Latest Issue of Cancer Care Today Focuses on Survivorship

This issue of Cancer Care Today focuses on cancer survivorship. In the late 1980s, a courageous group of cancer survivors first gathered in Albuquerque, New Mexico, to form an organization called the National Coalition for Cancer Survivorship (NCCS). This group was led by Dr. Fitz Hugh Mullan, a testicular cancer survivor, who had published a landmark 1985 article in The New England Journal of Medicine entitled “The Seasons of Survival: Reflections of a Physician with Cancer.” This was the first medical and public redefinition of the term “survivorship” to not only include patients who were free of disease at five years from their cancer diagnosis but also, in fact, define cancer survivorship as beginning at diagnosis and continuing through the balance of life. This definition of survivorship has been widely accepted and sometimes extended to include family and loved ones as well — all of whom will forever thereafter see their world though a different perspective — that being the world of cancer survivorship.
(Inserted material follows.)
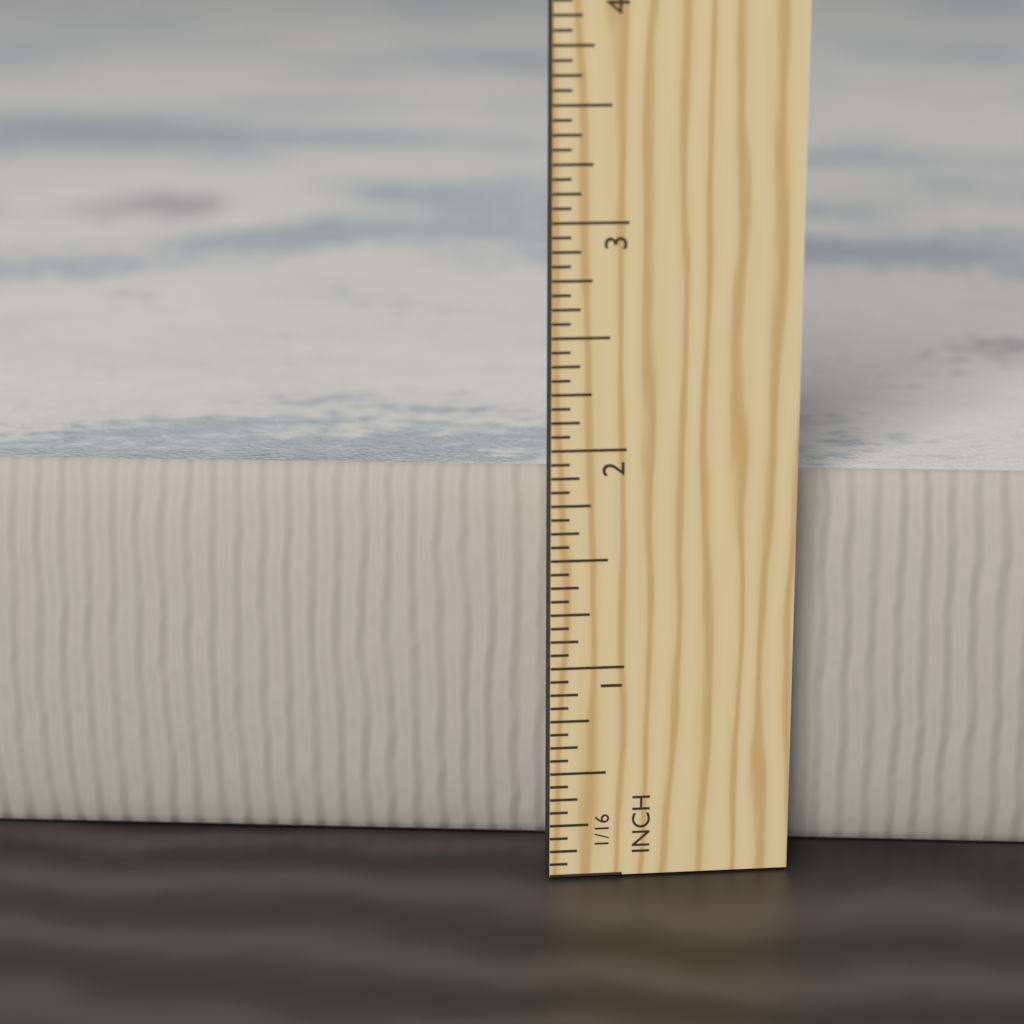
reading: 1.8125 in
I was personally privileged to spend five years as the president and chairman of the board of NCCS. This experience has forever made me a firm advocate for the needs of all cancer patients and their loved ones. This issue of Cancer Care Today will tell the story of your local cancer community and Minnesota Oncology’s work to support cancer survivors during active treatment and throughout their lives.

Dean Gesme, MD

President
Minnesota Oncology

Share

Categories

Tags

Recent Posts

#
March 31, 2025

Blessings. How do you define the word blessing? What does it mean to be blessed? Or does it actually mean something? How do you receive a blessing, when your world is turned upside down from something like a cancer diagnosis?

#
March 27, 2025

Understanding Multiple Myeloma. Multiple myeloma is a type of cancer that affects certain cells in your blood called plasma cells. These cells are important because they help your body fight off infections.

#
March 24, 2025

Women have played pivotal roles in the advancement of oncology, contributing significantly to research, treatment, and patient care.